Mashel Law filed a whistleblower lawsuit in the New Jersey Superior Court under New Jersey’s Conscientious Employee Protection Act (CEPA) alleging their client Linda Benway, while working for the Passaic County Sheriff’s Office as a dispatch supervisor overseeing the handling of countywide 9-1-1 calls, was the victim of a hostile work environment consisting of acts of intimidation, threats and bullying, done in retaliation for her reporting to superiors the conduct of co-workers which she reasonably believed was contrary to law and state public policy.

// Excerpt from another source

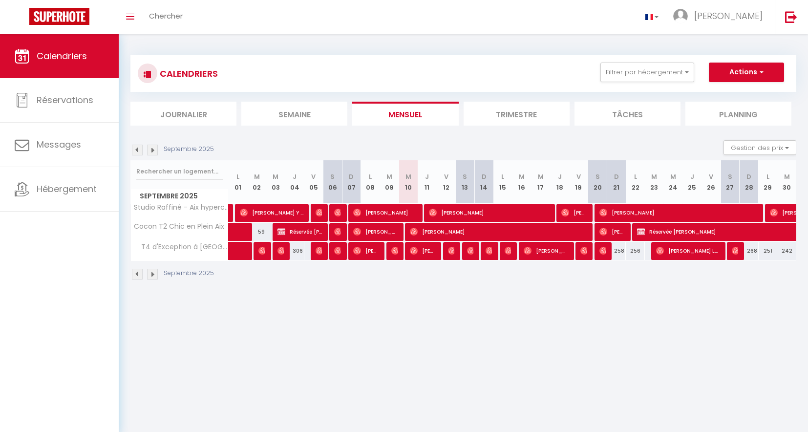  Describe the element at coordinates (759, 147) in the screenshot. I see `button: Gestion des prix` at that location.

The lawsuit further alleges that Ms. Benway engendered the hostility of coworkers and her superiors by refusing to abide the pervasive “to get along, you go along” culture existing within the Sheriff’s Office where supervisors are expected not to report unlawful behavior of workers up the chain of command, but instead are expected to sweep it under the rug. Ms. Benway was the antithesis of this “see no evil, hear no evil, speak no evil” ethos because she was a good and diligent supervisor who performed her job by the book and insisted that others who she supervised do the same. Rather than be supportive of Linda Benway’s efforts to promote an effective and efficient 9-1-1 call center, Ms. Benway claims her supervisors at the Sheriff’s Office either condoned or ratified by acts or omissions the unlawful misbehavior of coworkers. In fact, one of her supervisors berated and belittled Ms. Benway because as he put it, “you don’t let things slide”.

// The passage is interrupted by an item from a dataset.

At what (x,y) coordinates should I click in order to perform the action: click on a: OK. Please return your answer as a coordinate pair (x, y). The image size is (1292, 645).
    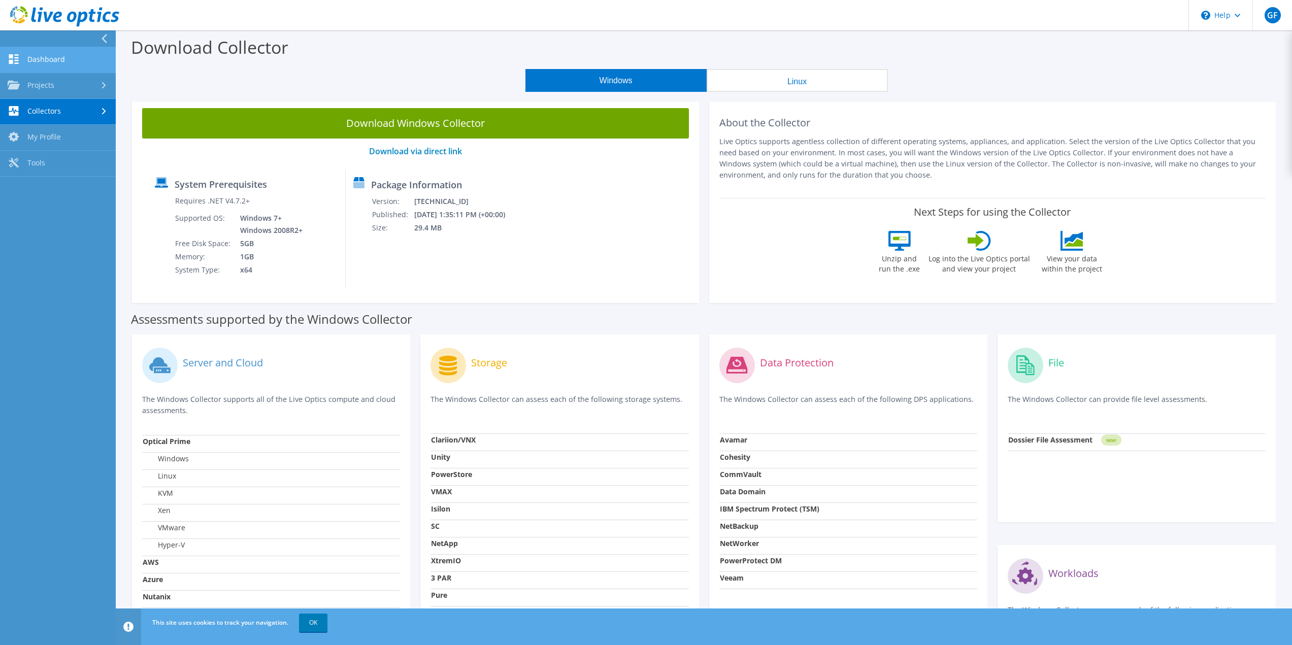
    Looking at the image, I should click on (313, 623).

The retaliatory harassment and unrelenting vilification Linda Benway experienced on the job eventually broke her down both mentally and emotionally; it also vocationally disabled her. Since October 27, 2017 when she was taken out of work by ambulance, Linda Benway has been unable to return to work due to the permanent damage caused to her by the extreme stress, anxiety and distress she experienced working for the Sheriff’s Office. On behalf of their client Linda Benway, the attorneys at Mashel Law seek to hold Passaic County and its Passaic County Sheriff’s Office legally accountable for all the harms, economic and noneconomic, caused to Ms. Benway by their responsible officials, officers, managers, supervisors, agents and/or employees.